Quelle surprise. Who would have guessed it? The fraud Supply@ME Capital (SYME), now almost out of cash and still burning cash, has elected to pay the remaining November amounts due under its Mercator death spiral – which at announced as being a loan - by issuing more shares rather than in cash. Calling this deal a “loan” was the least of the lies told by Supply But it was a lie. With the shares at 0.1525p Mercator will have already forward sold – see volumes in the past couple of days – the £300,000 of shares it received at 0.135p. But there is a bigger elephant in the room.

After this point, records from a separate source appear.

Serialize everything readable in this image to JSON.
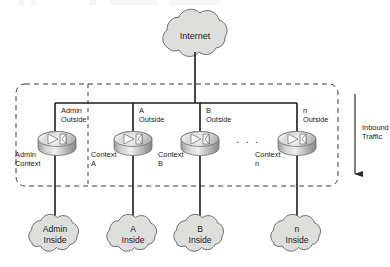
{
  "diagram": {
    "internet": {
      "label": "Internet",
      "name": "internet-cloud"
    },
    "boundary": {
      "name": "context-boundary-box",
      "style": "dashed"
    },
    "traffic_annotation": {
      "line1": "Inbound",
      "line2": "Traffic",
      "direction": "down"
    },
    "ellipsis": ". . .",
    "contexts": [
      {
        "id": "admin",
        "outside_line1": "Admin",
        "outside_line2": "Outside",
        "context_line1": "Admin",
        "context_line2": "Context",
        "inside_line1": "Admin",
        "inside_line2": "Inside"
      },
      {
        "id": "a",
        "outside_line1": "A",
        "outside_line2": "Outside",
        "context_line1": "Context",
        "context_line2": "A",
        "inside_line1": "A",
        "inside_line2": "Inside"
      },
      {
        "id": "b",
        "outside_line1": "B",
        "outside_line2": "Outside",
        "context_line1": "Context",
        "context_line2": "B",
        "inside_line1": "B",
        "inside_line2": "Inside"
      },
      {
        "id": "n",
        "outside_line1": "n",
        "outside_line2": "Outside",
        "context_line1": "Context",
        "context_line2": "n",
        "inside_line1": "n",
        "inside_line2": "Inside"
      }
    ],
    "colors": {
      "cloud_fill": "#dededd",
      "cloud_stroke": "#6f6f6f",
      "line": "#1b1b1b",
      "dashed": "#3a3a3a",
      "device_light": "#f2f2f2",
      "device_mid": "#bdbdbd",
      "device_dark": "#8a8a8a",
      "text": "#1b1b1b",
      "background": "#ffffff"
    }
  }
}
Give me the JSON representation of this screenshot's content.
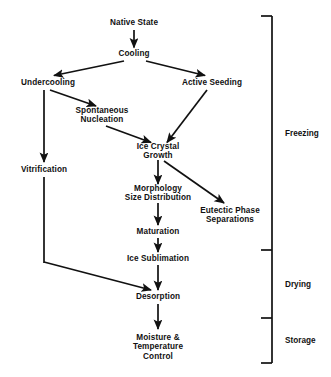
{
  "diagram": {
    "type": "flowchart",
    "background_color": "#ffffff",
    "line_color": "#111111",
    "text_color": "#111111",
    "nodes": [
      {
        "id": "native-state",
        "label": "Native State",
        "cx": 134,
        "cy": 23,
        "lines": 1
      },
      {
        "id": "cooling",
        "label": "Cooling",
        "cx": 134,
        "cy": 54,
        "lines": 1
      },
      {
        "id": "undercooling",
        "label": "Undercooling",
        "cx": 48,
        "cy": 83,
        "lines": 1
      },
      {
        "id": "active-seeding",
        "label": "Active Seeding",
        "cx": 212,
        "cy": 83,
        "lines": 1
      },
      {
        "id": "spontaneous-nucleation",
        "label": "Spontaneous\nNucleation",
        "cx": 102,
        "cy": 116,
        "lines": 2
      },
      {
        "id": "ice-crystal-growth",
        "label": "Ice Crystal\nGrowth",
        "cx": 158,
        "cy": 152,
        "lines": 2
      },
      {
        "id": "vitrification",
        "label": "Vitrification",
        "cx": 44,
        "cy": 170,
        "lines": 1
      },
      {
        "id": "morphology-size",
        "label": "Morphology\nSize Distribution",
        "cx": 158,
        "cy": 194,
        "lines": 2
      },
      {
        "id": "eutectic-phase",
        "label": "Eutectic Phase\nSeparations",
        "cx": 230,
        "cy": 216,
        "lines": 2
      },
      {
        "id": "maturation",
        "label": "Maturation",
        "cx": 158,
        "cy": 232,
        "lines": 1
      },
      {
        "id": "ice-sublimation",
        "label": "Ice Sublimation",
        "cx": 158,
        "cy": 259,
        "lines": 1
      },
      {
        "id": "desorption",
        "label": "Desorption",
        "cx": 158,
        "cy": 297,
        "lines": 1
      },
      {
        "id": "moisture-temp",
        "label": "Moisture &\nTemperature\nControl",
        "cx": 158,
        "cy": 343,
        "lines": 3
      }
    ],
    "edges": [
      {
        "id": "native-to-cooling",
        "from": "native-state",
        "to": "cooling"
      },
      {
        "id": "cooling-to-undercooling",
        "from": "cooling",
        "to": "undercooling"
      },
      {
        "id": "cooling-to-active-seeding",
        "from": "cooling",
        "to": "active-seeding"
      },
      {
        "id": "undercooling-to-spontaneous",
        "from": "undercooling",
        "to": "spontaneous-nucleation"
      },
      {
        "id": "undercooling-to-vitrification",
        "from": "undercooling",
        "to": "vitrification"
      },
      {
        "id": "spontaneous-to-ice-growth",
        "from": "spontaneous-nucleation",
        "to": "ice-crystal-growth"
      },
      {
        "id": "seeding-to-ice-growth",
        "from": "active-seeding",
        "to": "ice-crystal-growth"
      },
      {
        "id": "ice-growth-to-morphology",
        "from": "ice-crystal-growth",
        "to": "morphology-size"
      },
      {
        "id": "ice-growth-to-eutectic",
        "from": "ice-crystal-growth",
        "to": "eutectic-phase"
      },
      {
        "id": "morphology-to-maturation",
        "from": "morphology-size",
        "to": "maturation"
      },
      {
        "id": "maturation-to-sublimation",
        "from": "maturation",
        "to": "ice-sublimation"
      },
      {
        "id": "sublimation-to-desorption",
        "from": "ice-sublimation",
        "to": "desorption"
      },
      {
        "id": "vitrification-to-desorption",
        "from": "vitrification",
        "to": "desorption"
      },
      {
        "id": "desorption-to-moisture",
        "from": "desorption",
        "to": "moisture-temp"
      }
    ],
    "phases": [
      {
        "id": "freezing",
        "label": "Freezing",
        "top": 16,
        "bottom": 250,
        "label_y": 133
      },
      {
        "id": "drying",
        "label": "Drying",
        "top": 250,
        "bottom": 318,
        "label_y": 284
      },
      {
        "id": "storage",
        "label": "Storage",
        "top": 318,
        "bottom": 363,
        "label_y": 340
      }
    ],
    "bracket": {
      "x": 272,
      "tick_length": 11,
      "label_x": 285
    }
  }
}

As I previously explained it appears that the timing of the Tradeflow Capital acquisition was conveniently timed to occur on 1 July 2021 because it meant that the £4 million cash outflow for the acquisition did not have to be reflected in interim balance sheet. It also enabled the fraud Supply@ME Capital (SYME) to have another 6 months to draw up its consolidated balance reflecting the acquisition of loss making Tradeflow.
Supply@ME Capital (SYME) flagged up that this would happen a few weeks ago but today it has announced “New £7 million Loan Note Facility completed”. A loan as in you pay back the cash at the end of the term right? Er.. wrong. It is a death spiral.
With funds replenished by the recent placing the new management team at ECR Minerals (ECR) is - as predicted - not hanging around. The shares are well up on our share tip at a 1.7p offer, at 1.9p-2.05p. If you can get stock at 1.9p you should do so - our target to sell remains 2.5p+ and we expect to be there soon. The newsflow is only just starting.